The mighty Ironwall Mountains lie west of the Nentir Vale. Anyone who follows the old trade road southwest of the village of Winterhaven eventually arrives at the frontier village of Timbervale, in the shadow of this indomitable mountain range. The Ironwalls are impassable save for one deadly route: Stonefang Pass. The tunnel through Stonefang Mountain offered safe passage to all friends of the dwarven Glintshield clan, until the dwarves mysteriously disappeared. Stories claim that the clan fell to infighting and that the dwarves slaughtered one another in a terrible civil war.

After years of isolation, the dwarves of the Glintshield clan have reappeared. The clan is trying to return to its ancestral holdings and reopen the way through the mountains. The dwarves had begun rebuilding the citadel that guards the far entrance of the pass when their blood enemies, the Severed Eyes orcs, attacked them. Those dwarves who were not killed or captured fled into the pass, a deadly tunnel through the mountain, and sealed it shut behind them.

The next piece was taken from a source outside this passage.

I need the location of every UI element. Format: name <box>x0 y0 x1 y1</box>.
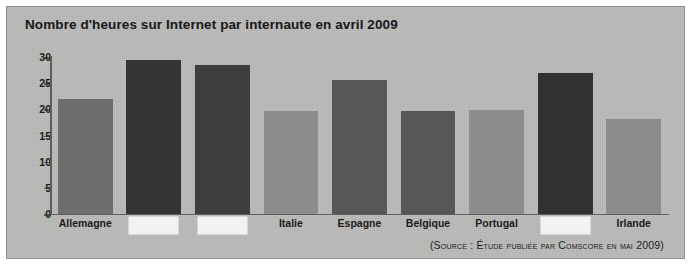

They now seek brave souls to defeat the orcs, promising the wealth of kings to any heroes willing to help them.

Yet this is only half the story. Unknown to all but members of the Shadowed Chain, a secret cult among the Glintshield clan, Stonefang Pass is not named for the mountain it pierces, but rather for the terrible being entombed beneath the mountain by ancient dwarves: an earth titan. The civil war that nearly caused the clan’s ruin started over the theft of an item intended to bind the titan. The cultists had hoped to return the item to the binding site when the pass was made safe, but fate intervened. Some of the cult members stayed behind for this purpose when the rest of the clan fled through the dark, but the orcs followed the cultists and hindered their efforts. Now the titan stirs, causing earthquakes to shake the mountain.